Sunday, December 9, 2012

Cicero: Failure of the Plot


   In continuation to his denouncing oration, Cicero starts off with three frustrated rhetorical questions, an example of his common writing technique 2's & 3's. Cicero asks from the Senate where is it that they live and and what sort of state they have, as if all morality is gone. (O di inmortales! ubinam gentium sumus? in qua urbe vivimus? quam rem publicam habemus?)

    Cicero then accuses his senators, that there are men, here within the Senate, that dream of the destruction of both Rome, and the entire world. (Hic, hic sunt in nostro numero, patres conscripti, in hoc orbis terrae sanctissimo gravissimoque consilio, qui de nostro omnium interitu, qui de huius urbis atque adeo de orbis terrarum exitio cogitent!)

    As consul, Cicero sees these corrupt men and asks for their opinion of the Senate, in attempts to uncover their lies. (Hos ego video consul et de re publica sententiam rogo)

   Cicero believes that these men should be slaughtered with an iron sword, but he has yet to "wound them with his words", or scold them. (quos ferro trucidari oportebat, eos nondum voce volnero!)
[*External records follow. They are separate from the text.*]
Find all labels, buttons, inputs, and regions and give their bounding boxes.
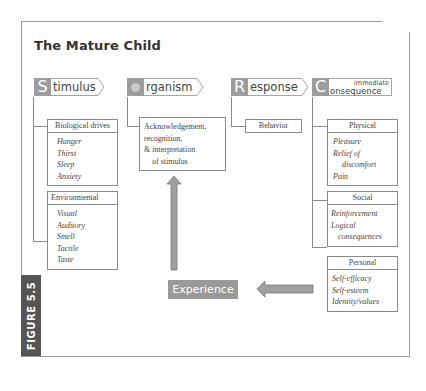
connector-personal [312,247,327,248]
organism-line: of stimulus [144,156,221,168]
header-organism: rganism [127,78,204,96]
connector-environmental [33,241,47,242]
chevron-right-icon [98,78,105,96]
list-item: Taste [57,254,113,266]
experience-box: Experience [168,280,238,299]
box-organism: Acknowledgement, recognition, & interpre… [139,117,226,171]
box-heading: Social [328,192,397,205]
header-word-response: esponse [248,78,302,96]
box-items: Pleasure Relief of discomfort Pain [328,133,397,185]
header-stimulus: S timulus [34,78,105,96]
figure-title: The Mature Child [34,38,161,53]
list-item: Pleasure [333,136,393,148]
list-item: Auditory [57,220,113,232]
list-item: Self-efficacy [332,273,393,285]
list-item: Self-esteem [332,285,393,297]
figure-label: FIGURE 5.5 [21,275,41,356]
box-environmental: Environmental Visual Auditory Smell Tact… [47,191,118,270]
connector-stimulus-vertical [33,97,34,241]
header-letter-c: C [312,78,329,96]
frame-bottom-border [21,356,410,357]
connector-organism-horizontal [127,126,139,127]
list-item: Visual [57,208,113,220]
box-physical: Physical Pleasure Relief of discomfort P… [327,119,398,186]
arrow-left-icon [256,280,314,298]
header-letter-r: R [231,78,248,96]
frame-top-border [21,21,382,22]
box-biological-drives: Biological drives Hunger Thirst Sleep An… [47,119,118,186]
organism-line: recognition, [144,133,221,145]
list-item: Smell [57,231,113,243]
list-item: Thirst [57,148,113,160]
header-consequence: C immediate onsequence [312,78,392,96]
figure-label-text: FIGURE 5.5 [26,281,37,350]
frame-right-border [409,32,410,357]
organism-line: & interpretation [144,144,221,156]
box-items: Visual Auditory Smell Tactile Taste [48,205,117,269]
chevron-right-icon [302,78,309,96]
list-item: Sleep [57,159,113,171]
box-heading: Environmental [48,192,117,205]
box-behavior: Behavior [245,119,302,133]
box-heading: Biological drives [48,120,117,133]
chevron-right-icon [197,78,204,96]
list-item: Pain [333,171,393,183]
box-items: Hunger Thirst Sleep Anxiety [48,133,117,185]
connector-physical [312,126,327,127]
header-letter-o [127,78,144,96]
connector-social [312,200,327,201]
list-item: discomfort [333,159,393,171]
header-word-consequence: onsequence [330,86,382,96]
circle-icon [131,83,140,92]
box-items: Reinforcement Logical consequences [328,205,397,246]
header-word-consequence-box: immediate onsequence [329,78,392,96]
list-item: Identity/values [332,296,393,308]
list-item: Hunger [57,136,113,148]
box-items: Self-efficacy Self-esteem Identity/value… [328,270,397,311]
list-item: Tactile [57,243,113,255]
box-heading: Personal [328,257,397,270]
header-word-stimulus: timulus [51,78,98,96]
header-word-organism: rganism [144,78,197,96]
list-item: Reinforcement [331,208,393,220]
organism-line: Acknowledgement, [144,121,221,133]
connector-organism-vertical [127,97,128,127]
list-item: Relief of [333,148,393,160]
list-item: Anxiety [57,171,113,183]
arrow-up-icon [166,175,182,271]
box-social: Social Reinforcement Logical consequence… [327,191,398,247]
box-heading: Physical [328,120,397,133]
connector-biological [33,126,47,127]
box-personal: Personal Self-efficacy Self-esteem Ident… [327,256,398,312]
connector-response-horizontal [231,126,245,127]
list-item: consequences [331,231,393,243]
connector-response-vertical [231,97,232,127]
header-letter-s: S [34,78,51,96]
list-item: Logical [331,220,393,232]
header-response: R esponse [231,78,309,96]
connector-consequence-vertical [312,97,313,247]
    Directly at Catiline, Cicero accuses him of being at the house of Marcus Laecas, a fellow conspirator,  where they both plotted against Rome by dividing up parts of Italy, deciding who to leave in Rome and who to take with them, and also, establishing parts of Rome to destroy. (Fuisti igitur apud Laecam illa nocte, Catilina, distribuisti partes Italiae, statuisti, quo quemque proficisci placeret, delegisti, quos Romae relinqueres, quos tecum educeres, discripsisti urbis partes ad incendia, confirmasti te ipsum iam esse exiturum )
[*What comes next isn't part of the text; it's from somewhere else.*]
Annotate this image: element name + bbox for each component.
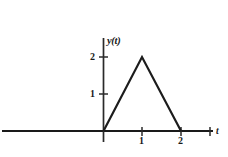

   According to Cicero, Catiline said that because Cicero himself was alive, he was worried that he had only a little delay left for his plot to take action. (dixisti paulum tibi esse etiam nunc morae, quod ego viverem)

   Cicero, now going into the details of the plot, tells Catiline that he is aware of the two Roman horsemen, sent by Catiline, that were to set him free of his worries, by killing him in his own bed just before dawn. (Reperti sunt duo equites Romani, qui te ista cura liberarent et sese illa ipsa nocte paulo ante lucem me in meo lectulo interfecturos esse pollicerentur)

1 comment:

  1. Hi John,

    This reads too much like a summary and not an analysis. A good part is your analysis of the 3 rhetorical questions. Cicero is definitely stating that morality is gone. But the rest just seems like a retelling of the passage.

    Also, I believe you may have misunderstood what Cicero meant here: As consul, Cicero sees these corrupt men and asks for their opinion of the Senate, in attempts to uncover their lies. (Hos ego video consul et de re publica sententiam rogo)

    He is revealing, as you mentioned, that there are more conspirators in the senate. How is he supposed to rely on these senators to give him good counsel if they are acting against him?